Very little is known about them, even their number, which one study by the University of Reading puts at 30, while the British think tank Civitas estimates there are 85.

Sharia courts or councils, as they prefer to be called, mainly pronounce on Islamic divorces, which today constitute 90 percent of the cases they handle.

They range from groups of Muslim scholars attached to a mosque, to informal organizations or even a single imam.

But while they are aimed at helping resolve family and sometimes commercial conflicts within the Muslim community, some stand accused of undermining women’s rights.

Campaigners cite instances where courts have refused to grant religious divorces to women who are victims of domestic abuse, and accuse them of legitimizing violence, including marital rape.

The government and MPs on parliament’s home affairs committee both opened inquiries this year into whether the councils are actually compatible with British law.

They are looking into the function and possible discriminatory practices of the courts.

The first sharia court appeared in London in 1982 under the government of Margaret Thatcher, who rolled back state intervention in many areas, including mediation in family conflicts, which was delegated to faith groups.

But religious courts have existed for hundreds of years in Britain, whether in the Catholic Church or in the Jewish community–the Beth Din–notes Amin Al-Astewani, lecturer in law at Lancaster University.

As with sharia councils, the decisions of those bodies are not legally binding, but they represent a strong moral and social constraint for those who use them, he wrote in a submission to the parliamentary inquiry.

For Shaista Gohir, the chair of Muslim Women’s Network UK who gave evidence to the parliamentary inquiry, sharia councils are useful for Muslims but should be framed by a ‘strong code of conduct’.

She also urged the government to make civil marriage obligatory for couples marrying under Islamic law, to ensure women are legally protected, saying that 40 percent of women who contact her organization only had religious marriages.

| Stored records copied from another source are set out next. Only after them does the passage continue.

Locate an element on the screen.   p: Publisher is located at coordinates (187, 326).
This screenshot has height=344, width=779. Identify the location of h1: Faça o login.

But for other Muslim feminists, the courts constitute a ‘parallel legal system’ and should be banned altogether.

An open letter to this effect was signed by more than 200 national and international women’s organizations, while legislation which would limit the scope of sharia councils has been put forward by a member of the House of Lords.

‘They are discriminatory, they are abusive, they endorse and legitimise violence,’ in particular marital rape, Maryam Namazie, spokeswoman for the One Law for All campaign, told AFP.

She added: ‘These courts are linked to the rise of the Islamist movement. They are now saying that to be a good Muslim you have to go to these courts to get a divorce. It’s not the case.’

Swiss political commentator Elham Manea, the author of Women and Sharia Law, who has studied the phenomenon for four years, said the first councils were set up by Islamist groups.

‘They have been working with a kind of a tacit approval of British establishment,’ she told AFP.

‘There is a certain kind of hesitancy from British institutions to interfere in what they consider is internal affair to the Muslim community.’

It remains to be seen whether the inquiries will change that situation, but they are already having some effect.

The London Central Mosque is attempting to organize the tribunals by bringing them under an umbrella group, the UK Board of Sharia Councils, which currently has 15 members.